🤖 AI Summary
Local SGD in decentralized federated learning lacks asymptotic statistical guarantees. Method: This paper establishes, for the first time, a Berry–Esseen-type Gaussian approximation for the final iterate of Local SGD, achieving an $O(1/sqrt{n})$ convergence rate; it further proposes two time-uniform Gaussian approximations enabling functional central limit theorems over the entire training trajectory. Contributions/Results: The theoretical framework provides a rigorous foundation for multiplier bootstrap methods and enables online, dynamic detection of adversarial attacks. Crucially, it relaxes the classical i.i.d. assumption, accommodating non-i.i.d. and non-stationary stochastic processes. Numerical simulations demonstrate that the proposed approximations deliver high accuracy and strong robustness—particularly in small-sample and dynamically attacked settings—thereby significantly enhancing trustworthy hypothesis testing and anomaly identification under privacy-preserving frameworks.
📝 Abstract
Federated Learning has gained traction in privacy-sensitive collaborative environments, with local SGD emerging as a key optimization method in decentralized settings. While its convergence properties are well-studied, asymptotic statistical guarantees beyond convergence remain limited. In this paper, we present two generalized Gaussian approximation results for local SGD and explore their implications. First, we prove a Berry-Esseen theorem for the final local SGD iterates, enabling valid multiplier bootstrap procedures. Second, motivated by robustness considerations, we introduce two distinct time-uniform Gaussian approximations for the entire trajectory of local SGD. The time-uniform approximations support Gaussian bootstrap-based tests for detecting adversarial attacks. Extensive simulations are provided to support our theoretical results.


> Task details: If you see a picture in the data below, omit it and copy the rest exactly.

> Records for this exercise:
++++++++++++++++++++
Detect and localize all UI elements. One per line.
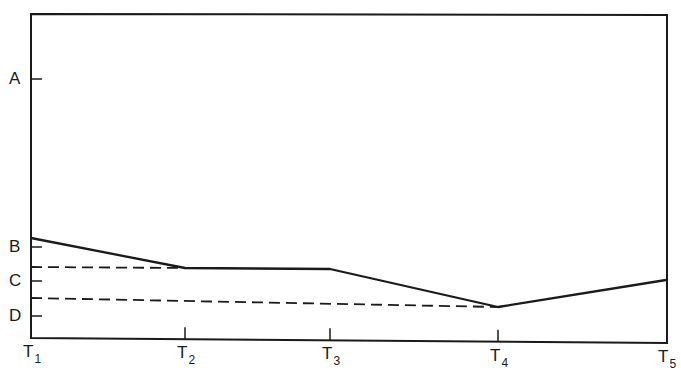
x-tick-subscript: 5 xyxy=(669,357,676,371)
x-tick-label: T2 xyxy=(177,344,195,361)
y-tick-label: B xyxy=(9,238,20,255)
x-tick-label: T4 xyxy=(490,347,508,364)
dashed-line-upper xyxy=(31,267,185,268)
x-tick-main: T xyxy=(490,346,500,365)
x-tick-label: T5 xyxy=(658,348,676,365)
y-tick-label: A xyxy=(9,70,20,87)
x-tick-subscript: 1 xyxy=(34,352,41,366)
x-tick-main: T xyxy=(177,343,187,362)
x-tick-main: T xyxy=(23,342,33,361)
y-tick-label: C xyxy=(9,272,21,289)
chart-frame xyxy=(31,14,667,343)
x-tick-label: T3 xyxy=(322,345,340,362)
line-diagram xyxy=(0,0,681,382)
x-tick-subscript: 2 xyxy=(188,353,195,367)
x-tick-main: T xyxy=(322,344,332,363)
frame-border xyxy=(31,14,667,343)
solid-line xyxy=(31,238,666,307)
dashed-line-lower xyxy=(31,298,498,307)
x-tick-subscript: 4 xyxy=(501,356,508,370)
x-tick-label: T1 xyxy=(23,343,41,360)
y-axis-ticks xyxy=(31,79,42,316)
y-tick-label: D xyxy=(9,307,21,324)
x-tick-main: T xyxy=(658,347,668,366)
x-tick-subscript: 3 xyxy=(333,354,340,368)
data-series xyxy=(31,238,666,307)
++++++++++++++++++++
> Result below:
Detect and localize all UI elements. One per line.
x-tick-subscript: 5 xyxy=(669,357,676,371)
x-tick-label: T2 xyxy=(177,344,195,361)
y-tick-label: B xyxy=(9,238,20,255)
x-tick-label: T4 xyxy=(490,347,508,364)
dashed-line-upper xyxy=(31,267,185,268)
x-tick-main: T xyxy=(490,346,500,365)
x-tick-label: T5 xyxy=(658,348,676,365)
y-tick-label: A xyxy=(9,70,20,87)
x-tick-subscript: 1 xyxy=(34,352,41,366)
x-tick-main: T xyxy=(177,343,187,362)
x-tick-main: T xyxy=(23,342,33,361)
y-tick-label: C xyxy=(9,272,21,289)
chart-frame xyxy=(31,14,667,343)
x-tick-label: T3 xyxy=(322,345,340,362)
line-diagram xyxy=(0,0,681,382)
x-tick-subscript: 2 xyxy=(188,353,195,367)
x-tick-main: T xyxy=(322,344,332,363)
frame-border xyxy=(31,14,667,343)
solid-line xyxy=(31,238,666,307)
dashed-line-lower xyxy=(31,298,498,307)
x-tick-subscript: 4 xyxy=(501,356,508,370)
x-tick-label: T1 xyxy=(23,343,41,360)
y-axis-ticks xyxy=(31,79,42,316)
y-tick-label: D xyxy=(9,307,21,324)
x-tick-main: T xyxy=(658,347,668,366)
x-tick-subscript: 3 xyxy=(333,354,340,368)
data-series xyxy=(31,238,666,307)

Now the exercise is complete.